The dictionary as I mentioned before has no examples that contradict my opinion, so it may be there is language change going on and the lexicographers have not picked up on it yet, or maybe they like me have regarded this as misuse, substandard English and disregarded it.
I don’t know if any dictionaries have yet listed nightmare stuff - which I have even seen on kitz iirc - such as ‘*should of done it’ and ‘would of/could of’ and I have heard it spoken on coronation street too, with a clear vowel as in ‘of’, ‘off’, not a schwa [ə] (ie the central vowel found in unstressed syllables in English, Welsh eg as in the last syllable of ‘mother’, second o in ‘coronation’).
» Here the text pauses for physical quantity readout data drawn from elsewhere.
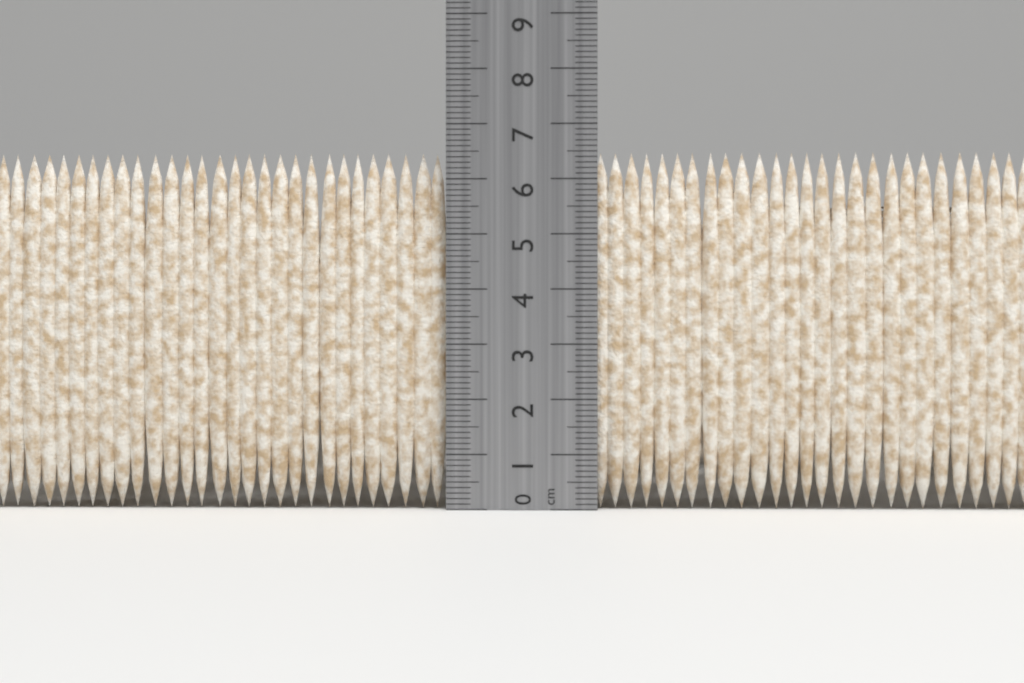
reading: 6.5 cm
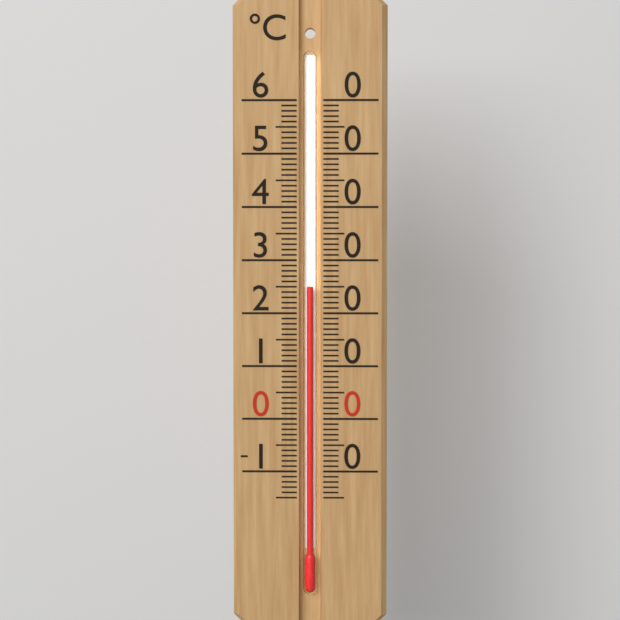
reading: 25 °C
So I don’t know if dictionaries are currently intending to document nightmare developments.
FYI even 1200 years, ago Irish speakers were sometimes confusing ‘do’ meaning ‘to’ with ‘de’ meaning ‘of’ (cf Latin and French]) and writing ‘do’ for both sometimes, and this is still going on today in some parts of the Western Isles, so there’s a lot of this kind of corruption about. Btw the former, do here is cognate with eg. English to, but unstressed particles such as this had become voiced for some reason, so the word was no longer *to. And I have seen other odd things which I think are similar ancient total cock-ups too.